Every extra minute you take to respond to a web lead has a measurable price. Enter your numbers below to see what slow follow-up is actually costing your business — with the math shown, and the research cited.
Your Numbers
100
10500
What one closed deal is worth to you, on average.
3%
0.5%15%
How long it typically takes your team to make first contact with a new web lead.
You are losing an estimated
$0/year
to slow lead response, compared to responding in under 5 minutes.
We'll walk through your actual numbers — no pitch, just the math.
The full breakdown
Estimated monthly deals and revenue at your entered volume, close rate, and deal value — for every response-time bracket. Your current bracket is highlighted.
Response time
Qualification vs. <5 min
Est. deals / month
Est. revenue / month
How this is calculated (shown in full)
This tool uses one directly published statistic to anchor the model, then applies a clearly labeled, conservative decay assumption to the brackets that research hasn't measured in isolation. Nothing here is presented as a separately published number unless it's tagged cited.
cited Leads contacted within 5 minutes are up to 21× more likely to become qualified than leads contacted after 30 minutes (Lead Response Management Study, Oldroyd, 2007; popularized by InsideSales.com). We use this as the anchor: the "5–30 min" bracket carries a qualification multiplier of 1÷21 ≈ 4.8% of the sub-5-minute rate.
modeled For the slower brackets (30 min–2h, 2–24h, 24h+), no single published multiplier exists, so this calculator conservatively halves the qualification multiplier at each successive bracket — 4.8% → 2.4% → 1.2% → 0.6%. This is a modeling assumption, not a cited data point, and it is intentionally cautious rather than dramatic.
cited This degradation direction is supported by Harvard Business Review's finding that the average firm takes 42 hours to respond to a web lead, and 23% never respond at all (HBR, "The Short Life of Online Sales Leads," Oldroyd/McElheran/Elkington, 2011) — consistent with qualification rates approaching a low floor well before the 24-hour mark.
cited Separately, research widely attributed to Google/CEB found the first vendor to respond wins the deal 35–50% of the time. This isn't folded into the dollar total below (it measures a different thing — competitive win rate, not qualification rate) but it's a reminder that "slow but eventually qualified" leads are still frequently lost to a faster competitor.
The formula:
Monthly revenue at speed X = Leads × multiplier(X) × close rate × deal value
Annual $ lost = (Monthly revenue at <5min − Monthly revenue at your speed) × 12
Your close rate is treated as the rate at which contacted, qualified leads convert to closed deals — a figure that reflects sales skill more than response speed. What response speed changes is how many leads ever reach "qualified" in the first place. That's what the multiplier models.
Sources
cited Oldroyd, J. (2007). Lead Response Management Study — widely reported by InsideSales.com/Velocify: contacting a web lead within 5 minutes vs. after 30 minutes is associated with a 21× difference in qualification odds.
cited Oldroyd, J., McElheran, K., & Elkington, D. (2011). The Short Life of Online Sales Leads. Harvard Business Review. Average first-response time of 42 hours; 23% of firms never respond.
cited Google / CEB (Corporate Executive Board) research on B2B buyer response behavior: the first vendor to respond wins 35–50% of deals.
This calculator produces an estimate to illustrate the directional cost of slow response, built from the published research cited above plus a clearly labeled conservative model. It is not a guarantee of results for any specific business. Actual outcomes depend on lead source quality, market, sales process, and many other factors.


- **Task brief**
An exact copy of every entry is needed, without any of the pictures.

- **Given data**
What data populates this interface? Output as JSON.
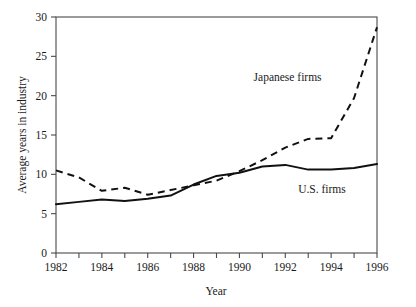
{
  "chart_data": {
    "type": "line",
    "title": "",
    "xlabel": "Year",
    "ylabel": "Average years in industry",
    "xlim": [
      1982,
      1996
    ],
    "ylim": [
      0,
      30
    ],
    "grid": false,
    "legend_position": "inline-annotations",
    "x": [
      1982,
      1983,
      1984,
      1985,
      1986,
      1987,
      1988,
      1989,
      1990,
      1991,
      1992,
      1993,
      1994,
      1995,
      1996
    ],
    "xticks": [
      1982,
      1983,
      1984,
      1985,
      1986,
      1987,
      1988,
      1989,
      1990,
      1991,
      1992,
      1993,
      1994,
      1995,
      1996
    ],
    "xtick_labels": [
      "1982",
      "",
      "1984",
      "",
      "1986",
      "",
      "1988",
      "",
      "1990",
      "",
      "1992",
      "",
      "1994",
      "",
      "1996"
    ],
    "yticks": [
      0,
      5,
      10,
      15,
      20,
      25,
      30
    ],
    "ytick_labels": [
      "0",
      "5",
      "10",
      "15",
      "20",
      "25",
      "30"
    ],
    "series": [
      {
        "name": "Japanese firms",
        "style": "dashed",
        "color": "#111111",
        "values": [
          10.5,
          9.6,
          7.9,
          8.3,
          7.4,
          8.0,
          8.6,
          9.2,
          10.4,
          11.8,
          13.4,
          14.5,
          14.6,
          19.7,
          28.7
        ]
      },
      {
        "name": "U.S. firms",
        "style": "solid",
        "color": "#111111",
        "values": [
          6.2,
          6.5,
          6.8,
          6.6,
          6.9,
          7.3,
          8.7,
          9.8,
          10.2,
          11.0,
          11.2,
          10.6,
          10.6,
          10.8,
          11.3
        ]
      }
    ],
    "annotations": [
      {
        "text": "Japanese firms",
        "x": 1992.1,
        "y": 21.9,
        "anchor": "middle"
      },
      {
        "text": "U.S. firms",
        "x": 1993.6,
        "y": 7.6,
        "anchor": "middle"
      }
    ]
  }
}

- **Solution**
What data populates this interface? Output as JSON.
{
  "chart_data": {
    "type": "line",
    "title": "",
    "xlabel": "Year",
    "ylabel": "Average years in industry",
    "xlim": [
      1982,
      1996
    ],
    "ylim": [
      0,
      30
    ],
    "grid": false,
    "legend_position": "inline-annotations",
    "x": [
      1982,
      1983,
      1984,
      1985,
      1986,
      1987,
      1988,
      1989,
      1990,
      1991,
      1992,
      1993,
      1994,
      1995,
      1996
    ],
    "xticks": [
      1982,
      1983,
      1984,
      1985,
      1986,
      1987,
      1988,
      1989,
      1990,
      1991,
      1992,
      1993,
      1994,
      1995,
      1996
    ],
    "xtick_labels": [
      "1982",
      "",
      "1984",
      "",
      "1986",
      "",
      "1988",
      "",
      "1990",
      "",
      "1992",
      "",
      "1994",
      "",
      "1996"
    ],
    "yticks": [
      0,
      5,
      10,
      15,
      20,
      25,
      30
    ],
    "ytick_labels": [
      "0",
      "5",
      "10",
      "15",
      "20",
      "25",
      "30"
    ],
    "series": [
      {
        "name": "Japanese firms",
        "style": "dashed",
        "color": "#111111",
        "values": [
          10.5,
          9.6,
          7.9,
          8.3,
          7.4,
          8.0,
          8.6,
          9.2,
          10.4,
          11.8,
          13.4,
          14.5,
          14.6,
          19.7,
          28.7
        ]
      },
      {
        "name": "U.S. firms",
        "style": "solid",
        "color": "#111111",
        "values": [
          6.2,
          6.5,
          6.8,
          6.6,
          6.9,
          7.3,
          8.7,
          9.8,
          10.2,
          11.0,
          11.2,
          10.6,
          10.6,
          10.8,
          11.3
        ]
      }
    ],
    "annotations": [
      {
        "text": "Japanese firms",
        "x": 1992.1,
        "y": 21.9,
        "anchor": "middle"
      },
      {
        "text": "U.S. firms",
        "x": 1993.6,
        "y": 7.6,
        "anchor": "middle"
      }
    ]
  }
}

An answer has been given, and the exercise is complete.